Please write out all of the data below exactly, without including the pictures.

Data records:
━━━━━━━━━━

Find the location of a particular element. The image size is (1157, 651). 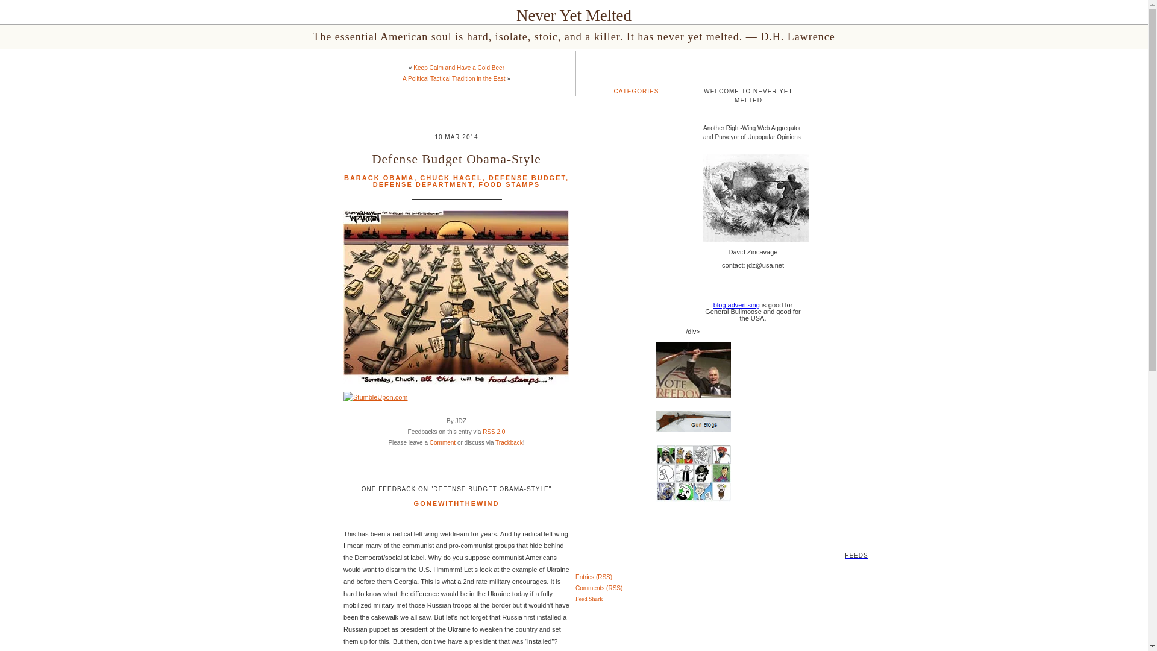

blog advertising is located at coordinates (736, 305).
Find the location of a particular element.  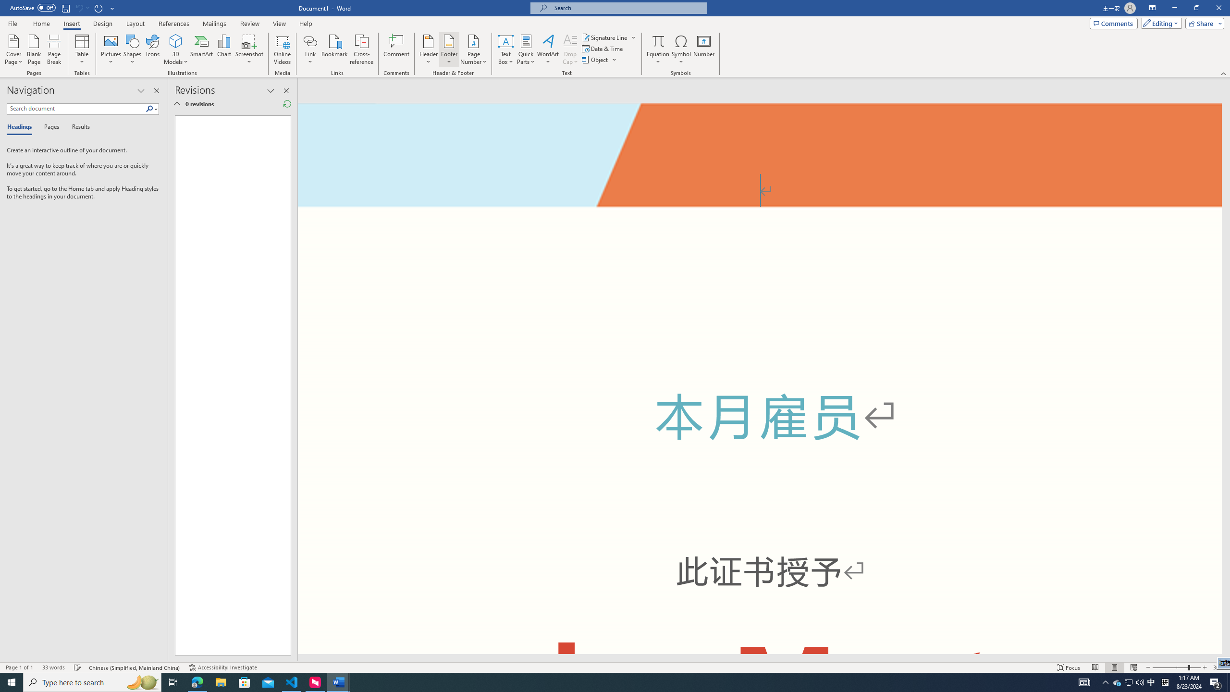

Shapes is located at coordinates (133, 50).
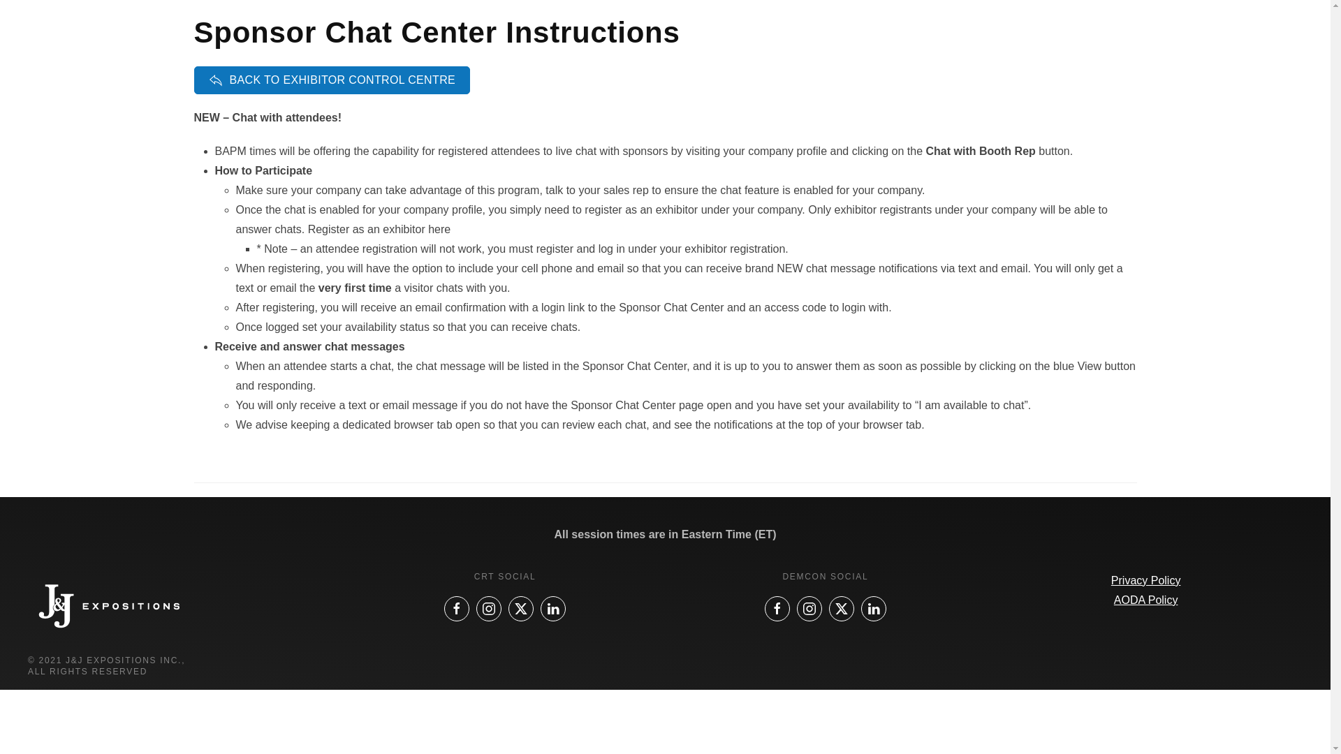 Image resolution: width=1341 pixels, height=754 pixels. What do you see at coordinates (332, 80) in the screenshot?
I see `BACK TO EXHIBITOR CONTROL CENTRE` at bounding box center [332, 80].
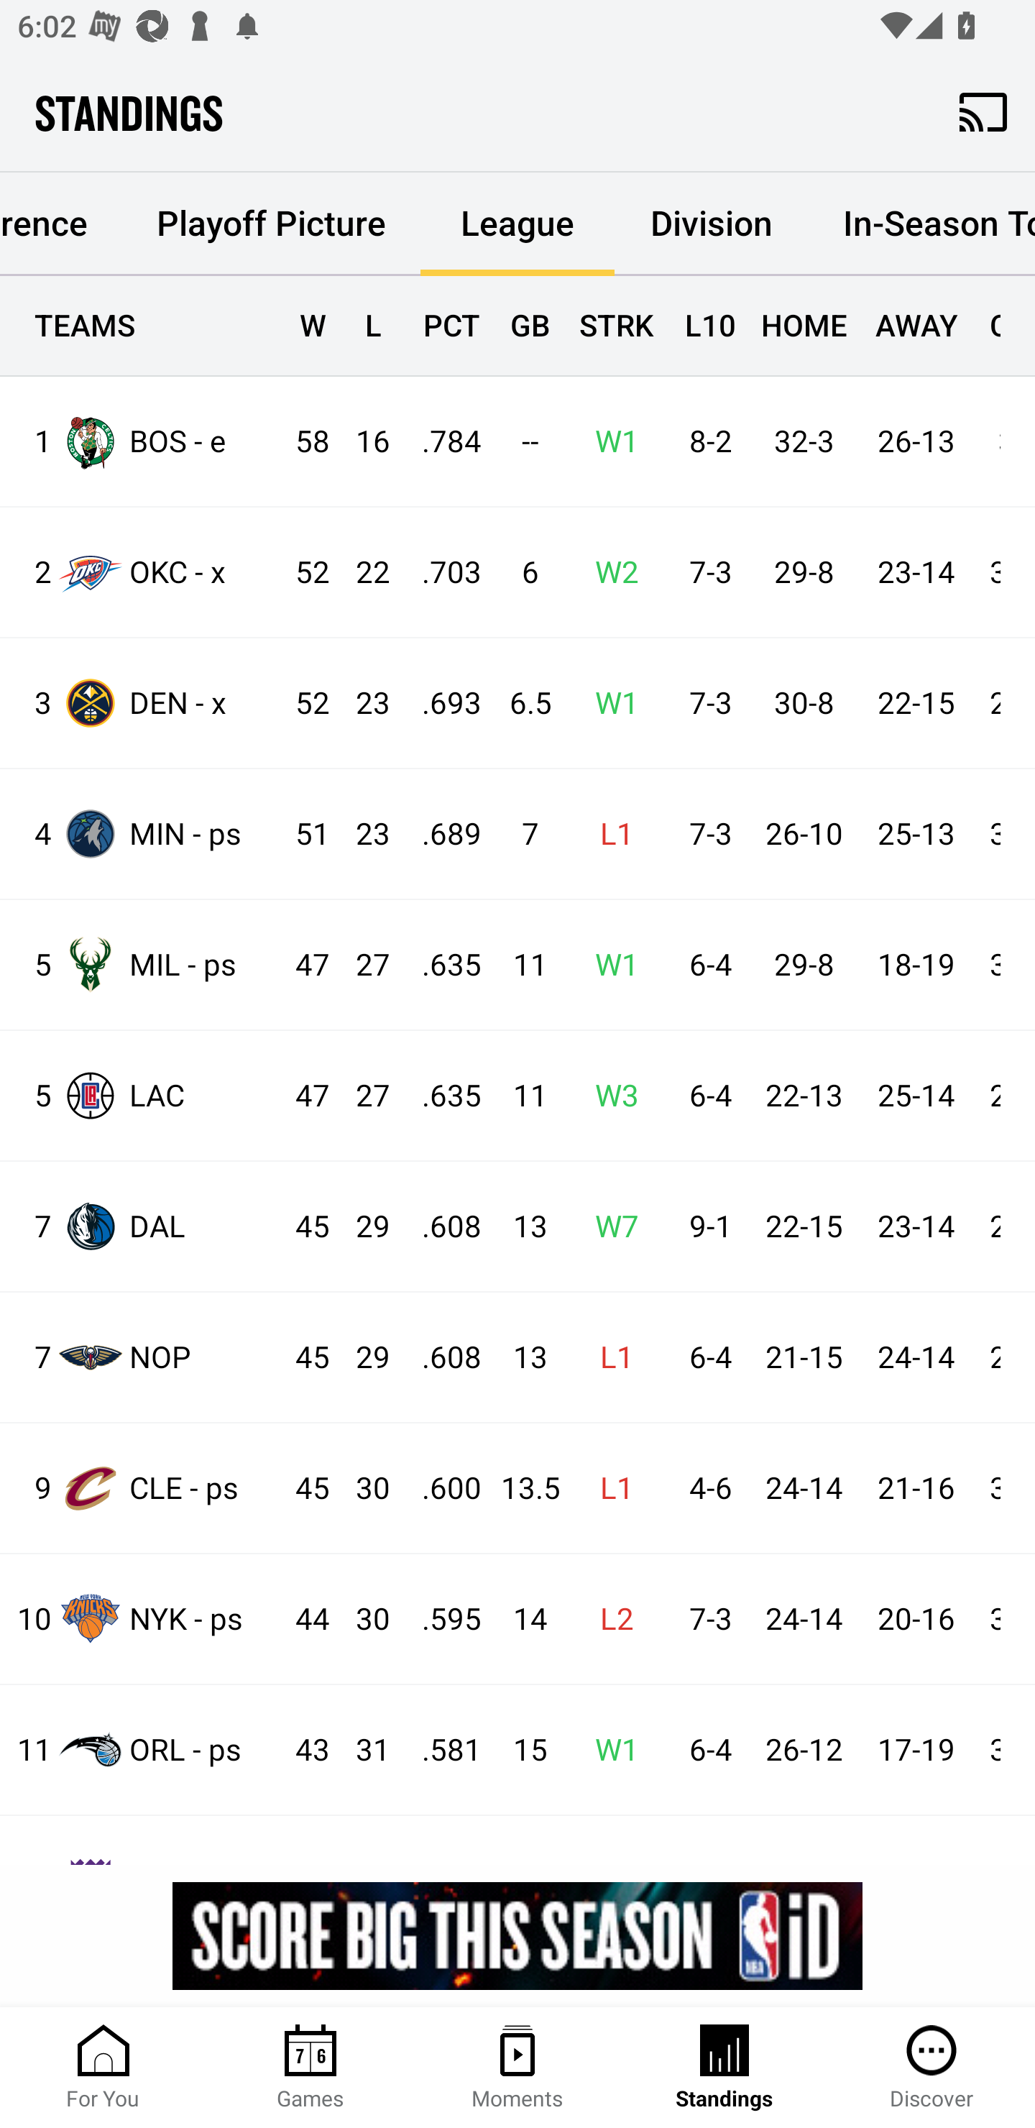 This screenshot has width=1035, height=2128. What do you see at coordinates (517, 1935) in the screenshot?
I see `g5nqqygr7owph` at bounding box center [517, 1935].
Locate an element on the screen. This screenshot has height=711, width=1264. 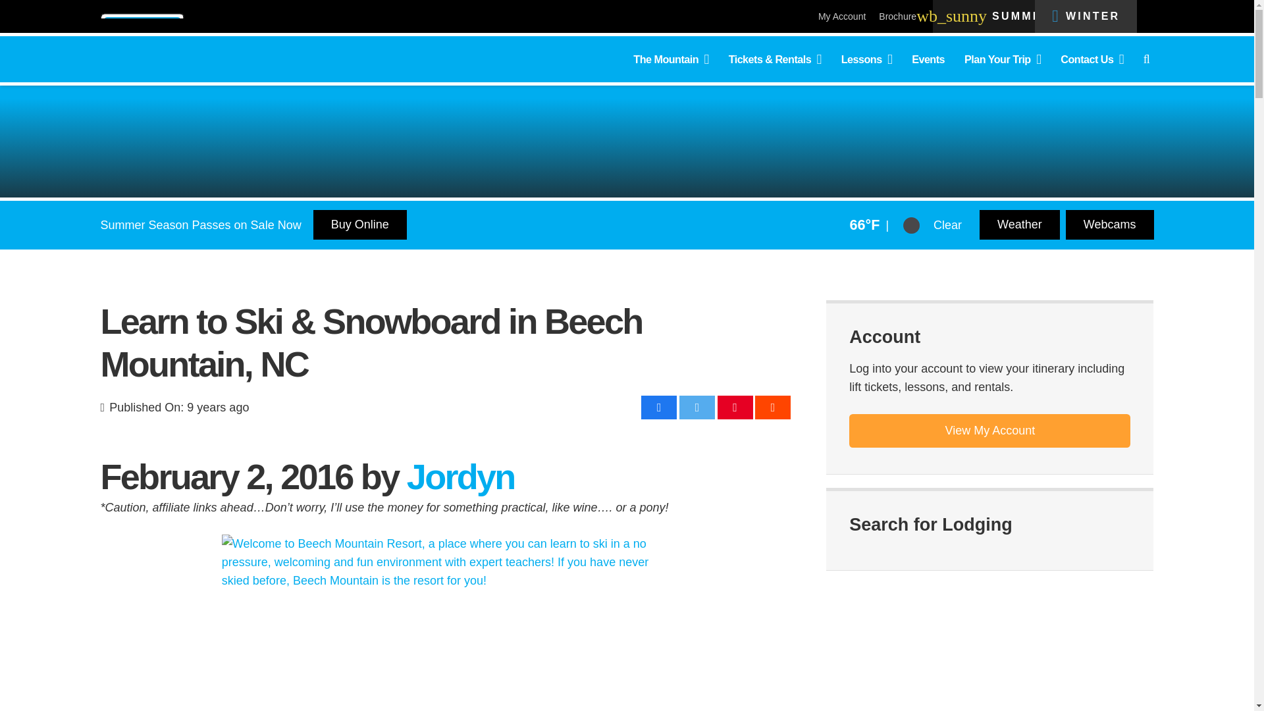
Webcams is located at coordinates (1019, 224).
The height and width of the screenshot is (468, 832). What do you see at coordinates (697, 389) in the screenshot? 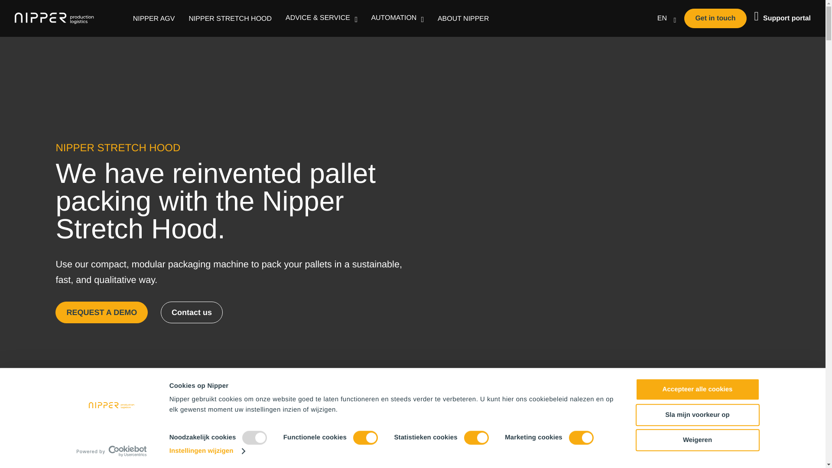
I see `Accepteer alle cookies` at bounding box center [697, 389].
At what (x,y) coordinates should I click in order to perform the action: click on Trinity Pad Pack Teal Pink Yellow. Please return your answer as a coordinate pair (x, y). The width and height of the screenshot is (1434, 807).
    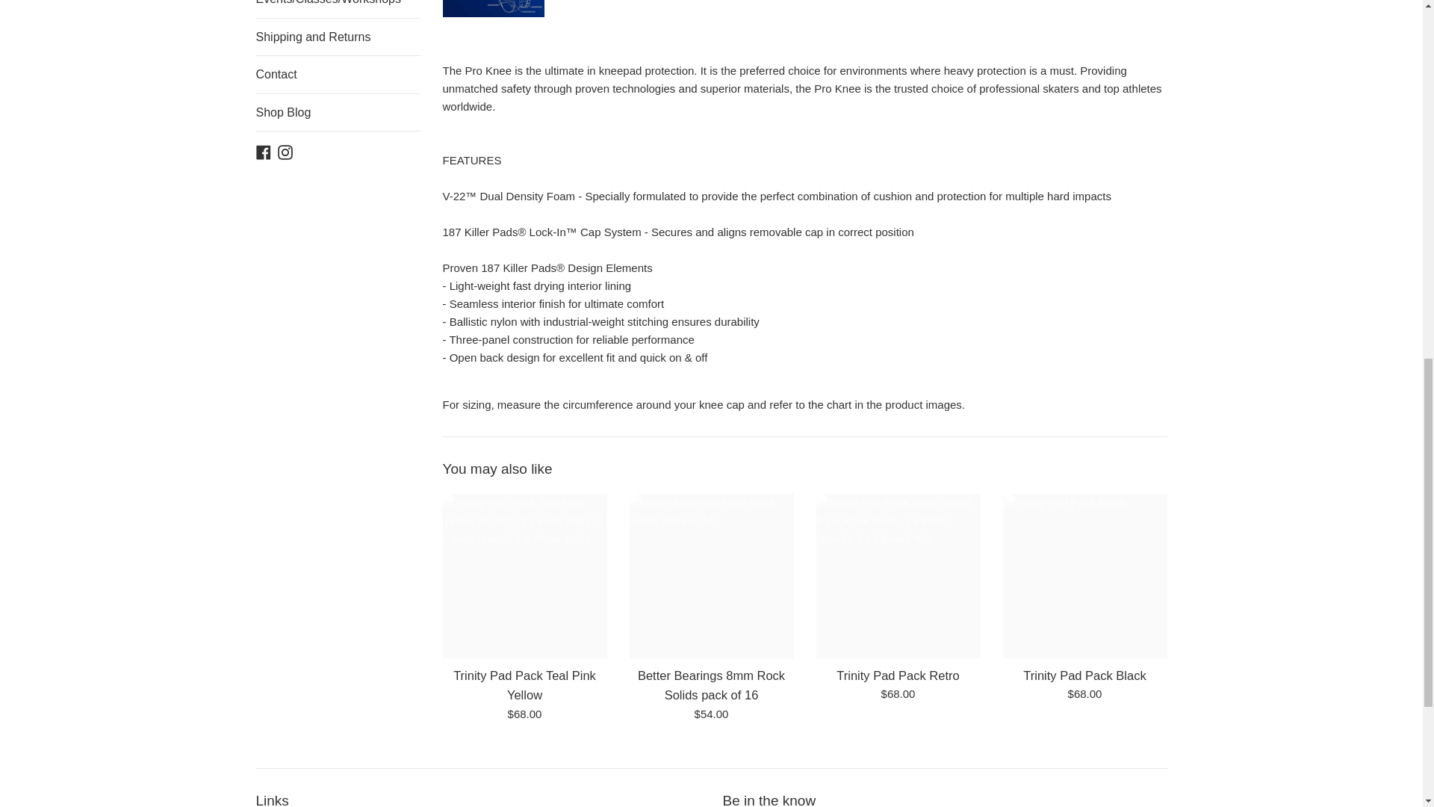
    Looking at the image, I should click on (524, 575).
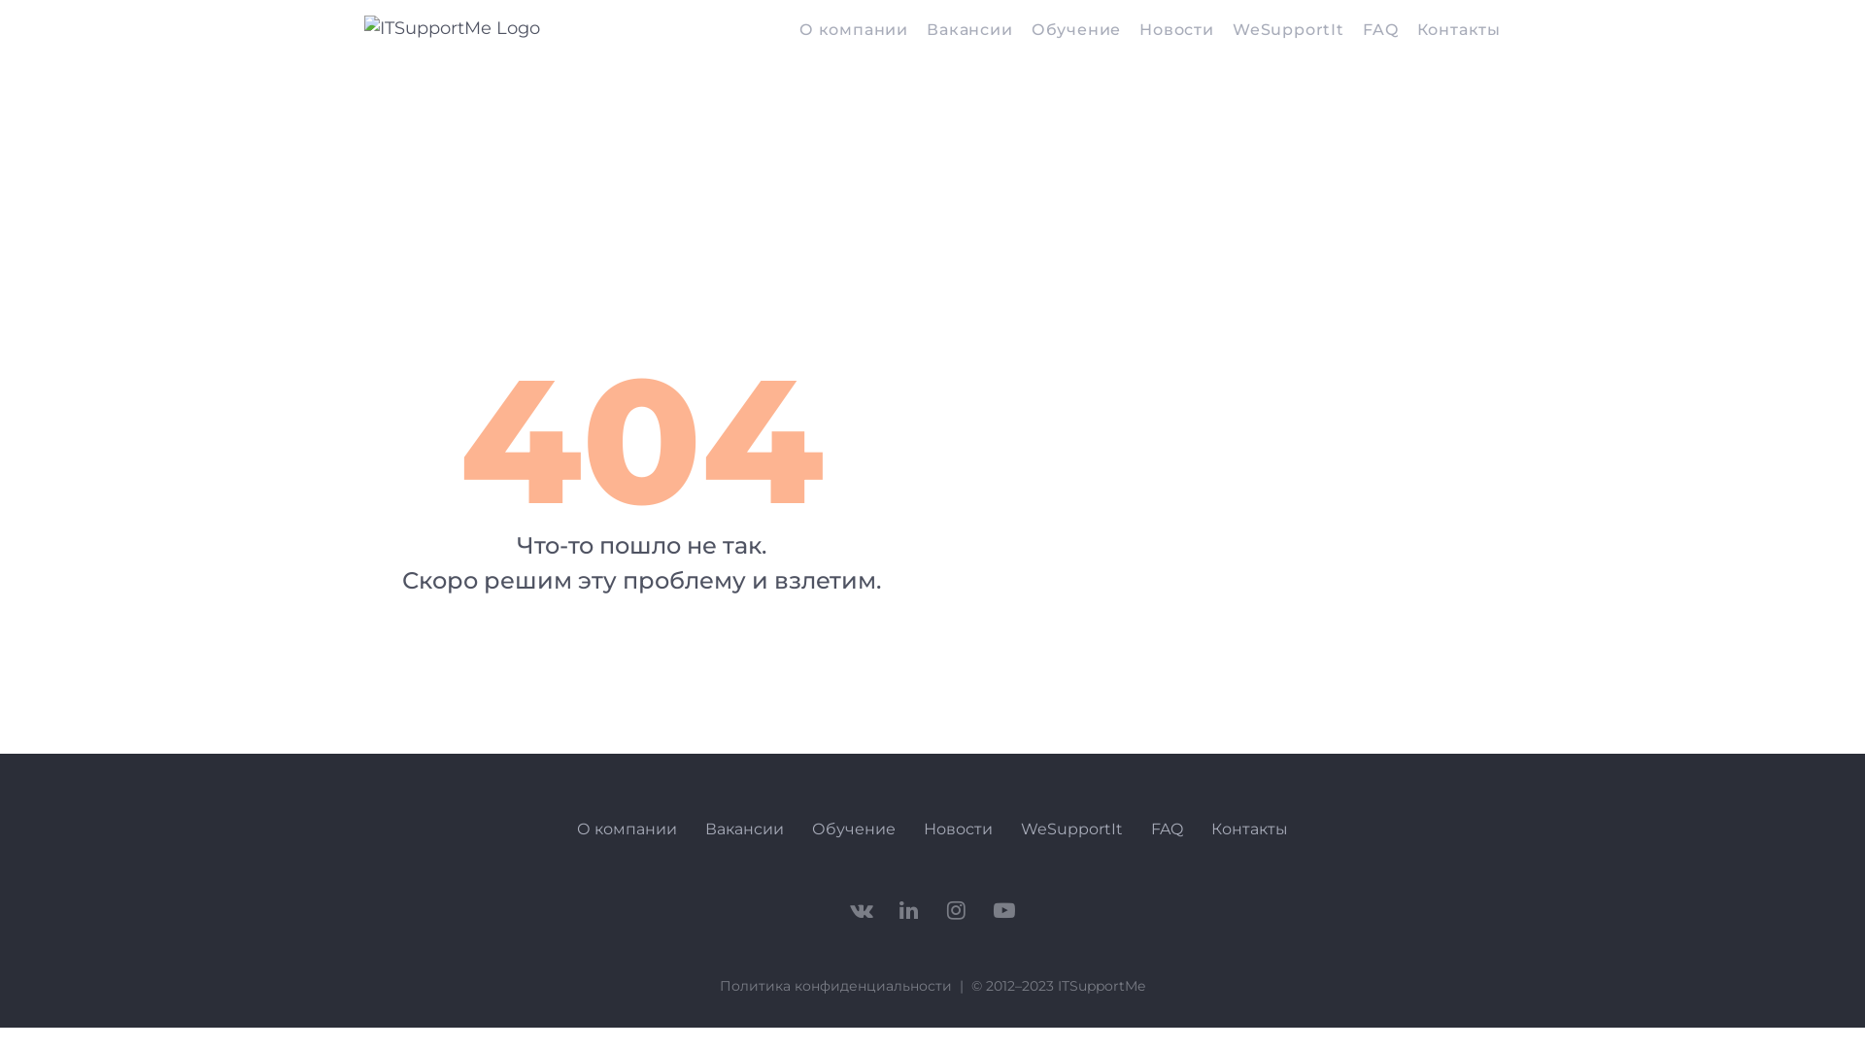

━━━━━━━━━━

**PROBLEM SOLUTION**
Find the location of a particular element. The image size is (1157, 651). 

blog advertising is located at coordinates (736, 305).
Find the location of a particular element.  

Shapes is located at coordinates (133, 50).
 Image resolution: width=1341 pixels, height=754 pixels. What do you see at coordinates (332, 80) in the screenshot?
I see `BACK TO EXHIBITOR CONTROL CENTRE` at bounding box center [332, 80].
 This screenshot has width=1035, height=2128. What do you see at coordinates (517, 1935) in the screenshot?
I see `g5nqqygr7owph` at bounding box center [517, 1935].
Locate an element on the screen. This screenshot has height=711, width=1264. 
Webcams is located at coordinates (1019, 224).
The height and width of the screenshot is (468, 832). What do you see at coordinates (697, 389) in the screenshot? 
I see `Accepteer alle cookies` at bounding box center [697, 389].
At what (x,y) coordinates should I click in order to perform the action: click on Trinity Pad Pack Teal Pink Yellow. Please return your answer as a coordinate pair (x, y). The width and height of the screenshot is (1434, 807).
    Looking at the image, I should click on (524, 575).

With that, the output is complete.